You can override the default severity for each rule or disable the baseline entirely in the [SSL Config](/detect/uptime-monitoring/ssl-monitors/configuration#security-baseline).

## Troubleshooting Common Issues

<Accordion title="Hostname verification failed but the site loads fine in a browser">
  This can happen when a server hosts multiple certificates and the default certificate served to Checkly does not cover the monitored hostname.

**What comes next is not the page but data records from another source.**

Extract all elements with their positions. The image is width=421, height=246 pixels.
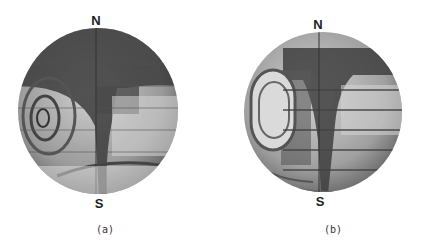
sphere-photo-b [243,30,405,194]
sphere-image-b [243,30,405,194]
caption-b: (b) [324,225,342,235]
sphere-photo-a [17,26,181,196]
panel-b: N [210,0,420,246]
panel-a: N [0,0,210,246]
south-label-b: S [314,195,326,208]
south-label-a: S [93,197,105,210]
sphere-image-a [17,26,181,196]
caption-a: (a) [96,225,114,235]
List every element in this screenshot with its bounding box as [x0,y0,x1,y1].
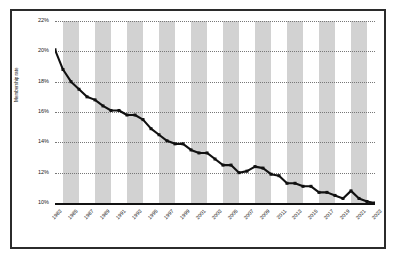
membership-rate-line-series [55,21,375,203]
data-point-marker [278,174,281,177]
data-point-marker [198,151,201,154]
y-axis-tick-labels: 10%12%14%16%18%20%22% [0,21,52,203]
x-tick-label-text: 2013 [291,208,303,220]
data-point-marker [166,139,169,142]
x-tick-label-text: 1989 [99,208,111,220]
data-point-marker [358,197,361,200]
data-point-marker [350,189,353,192]
data-point-marker [342,197,345,200]
x-tick-label-text: 2009 [259,208,271,220]
data-point-marker [182,142,185,145]
x-tick-label-text: 1997 [163,208,175,220]
data-point-marker [214,158,217,161]
data-point-marker [142,118,145,121]
x-tick-label-text: 2011 [275,208,287,220]
x-axis-tick-labels: 1983198519871989199119931995199719992001… [55,203,375,249]
y-tick-label: 20% [38,49,49,55]
x-tick-label-text: 1991 [115,208,127,220]
data-point-marker [302,185,305,188]
data-point-marker [254,165,257,168]
data-point-marker [70,80,73,83]
x-tick-label-text: 2021 [355,208,367,220]
data-point-marker [134,114,137,117]
x-tick-label-text: 2007 [243,208,255,220]
data-point-marker [326,191,329,194]
x-tick-label-text: 2017 [323,208,335,220]
x-tick-label-text: 2019 [339,208,351,220]
series-line [55,50,375,203]
y-tick-label: 18% [38,79,49,85]
x-tick-label-text: 1993 [131,208,143,220]
data-point-marker [78,88,81,91]
data-point-marker [94,98,97,101]
data-point-marker [110,109,113,112]
x-tick-label-text: 1995 [147,208,159,220]
data-point-marker [118,109,121,112]
x-tick-label-text: 1985 [67,208,79,220]
data-point-marker [222,164,225,167]
x-tick-label-text: 2005 [227,208,239,220]
y-tick-label: 12% [38,170,49,176]
x-tick-label-text: 2001 [195,208,207,220]
data-point-marker [158,133,161,136]
data-point-marker [230,164,233,167]
y-tick-label: 14% [38,140,49,146]
plot-area [55,21,375,203]
data-point-marker [262,167,265,170]
y-tick-label: 22% [38,18,49,24]
data-point-marker [62,68,65,71]
data-point-marker [174,142,177,145]
x-tick-label-text: 2015 [307,208,319,220]
data-point-marker [126,114,129,117]
chart-figure: Membership rate 10%12%14%16%18%20%22% 19… [0,0,396,258]
data-point-marker [102,104,105,107]
data-point-marker [150,127,153,130]
data-point-marker [270,173,273,176]
data-point-marker [246,170,249,173]
data-point-marker [286,182,289,185]
x-tick-label-text: 1999 [179,208,191,220]
data-point-marker [294,182,297,185]
x-tick-label-text: 2003 [211,208,223,220]
data-point-marker [310,185,313,188]
data-point-marker [334,194,337,197]
data-point-marker [318,191,321,194]
y-tick-label: 16% [38,109,49,115]
data-point-marker [238,171,241,174]
data-point-marker [55,48,57,51]
data-point-marker [206,151,209,154]
data-point-marker [190,148,193,151]
x-tick-label-text: 1987 [83,208,95,220]
data-point-marker [86,95,89,98]
y-tick-label: 10% [38,200,49,206]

The runner reports this as failure category `hostname`. Use the **SNI server name** (`serverName`) option in the SSL config to explicitly request the certificate for your hostname.

  If the certificate is legitimately shared across hostnames (e.g. a wildcard `*.example.com` that covers `api.example.com`) and hostname verification still fails, confirm the SAN list on the certificate contains the monitored hostname.
</Accordion>

<Accordion title="Certificate chain is not trusted">
  A chain trust failure (failure category `chain`) means one or more intermediate certificates are missing or the root is not trusted. Common causes:

  * The server is not sending the full intermediate chain — verify with `openssl s_client -connect hostname:443 -showcerts`
  * The certificate was issued by a CA whose root was recently distrusted (e.g. Entrust 2024)
  * Self-signed or internal CA certificates — enable **Skip chain validation** in the SSL config if you only want to monitor expiry and other properties without trust verification
</Accordion>

<Accordion title="Alert days before expiry fires too early or too late">
  The `alertDaysBeforeExpiry` setting (default: 20 days) controls when a degraded alert is raised due to approaching expiry. If you use aggressive certificate rotation you may want to lower this value; if you need more lead time to trigger your renewal process, raise it. The monitor always fails immediately when the certificate is expired (`daysUntilExpiry < 0`), regardless of this setting.